I feel sorry for all these companies.  The amount of customers they are losing out on is accelerating rapidly.  This provides consultants who are highly skilled in the realms of Web-standards based programming to rescue these poor slobs from the mess that they have landed themselves in.  As a open standards focused developer, I have been lucky never to invest any of my time into learning to develop Flash content, and because of Apples move to destroy its competition, that decision is now paying dividends.

While I’ve experienced some amazing Safari-based web applications, you can be certain that they will always be at a disadvantage compared to native iPhone apps.  So forget about trying to access the accelerometer or the digital camera with an HTML5 app.  So anything that might want to access these hardware capabilities  is going to need a native iPhone OS client.   So the only legitimate way you’re going to be using chat roulette on your iPhone 4g with forward facing camera is going to be by getting the app through Apple’s approval process and into the App store, which is NEVER going to happen.

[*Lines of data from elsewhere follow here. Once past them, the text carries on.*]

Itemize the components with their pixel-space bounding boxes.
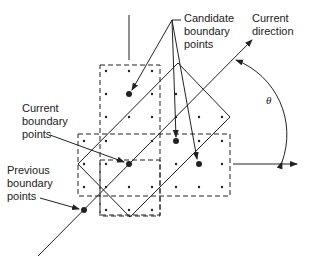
theta-arc — [236, 60, 287, 162]
candidate-point-1 — [126, 91, 132, 97]
label-current-boundary: Current boundary points — [22, 102, 71, 140]
previous-boundary-point — [81, 207, 87, 213]
window-top — [100, 65, 160, 215]
window-bottom — [100, 160, 160, 216]
label-theta: θ — [266, 94, 272, 106]
label-previous-boundary: Previous boundary points — [7, 164, 56, 202]
label-candidate: Candidate boundary points — [184, 12, 237, 50]
leader-previous — [40, 198, 79, 209]
boundary-tracking-diagram: Candidate boundary points Current direct… — [0, 0, 315, 262]
leader-candidate-1 — [132, 20, 172, 90]
candidate-point-2 — [173, 138, 179, 144]
rotated-window — [78, 63, 230, 217]
current-direction-line — [38, 40, 252, 256]
leader-current — [50, 135, 124, 162]
current-boundary-point — [126, 161, 132, 167]
label-current-direction: Current direction — [252, 12, 294, 37]
candidate-point-3 — [196, 161, 202, 167]
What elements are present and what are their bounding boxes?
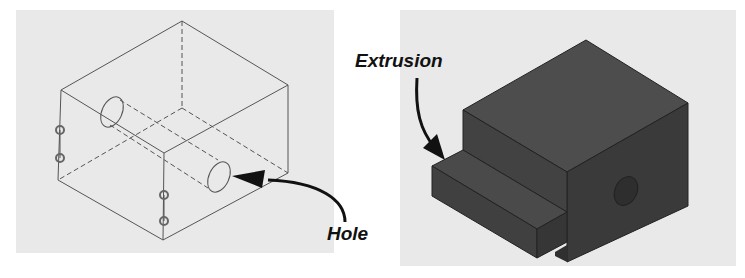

So maybe Chat Roulette is a bad example.  How about Skype.  Will Apple allow 3rd party videoconferencing apps on their new iPhone when it will almost certainly compete directly with “iVideoChat” or whatever videoconferencing product Apple rolls out with their new phone?  Probably not, unless perhaps a crowd of angry iPhone 4G customers shows up on 1 Infinte loop in Cupertino with torches and pitch forks.

Apple is reshaping the internet in its own image and as a independent developer, I can’t do anything to stop that.  If Steve Jobs could get away with it, I have no doubt that he would axe Javascript support on his devices too.  But until that day comes I’ll be taking the spoils I reap from helping people fix their broken Flash sites, and use it to by something other than a Macbook, iPad, and iPhone OS developers license.   If I can’t beat them, I’ll take any means I can to circumvent being forced into joining them.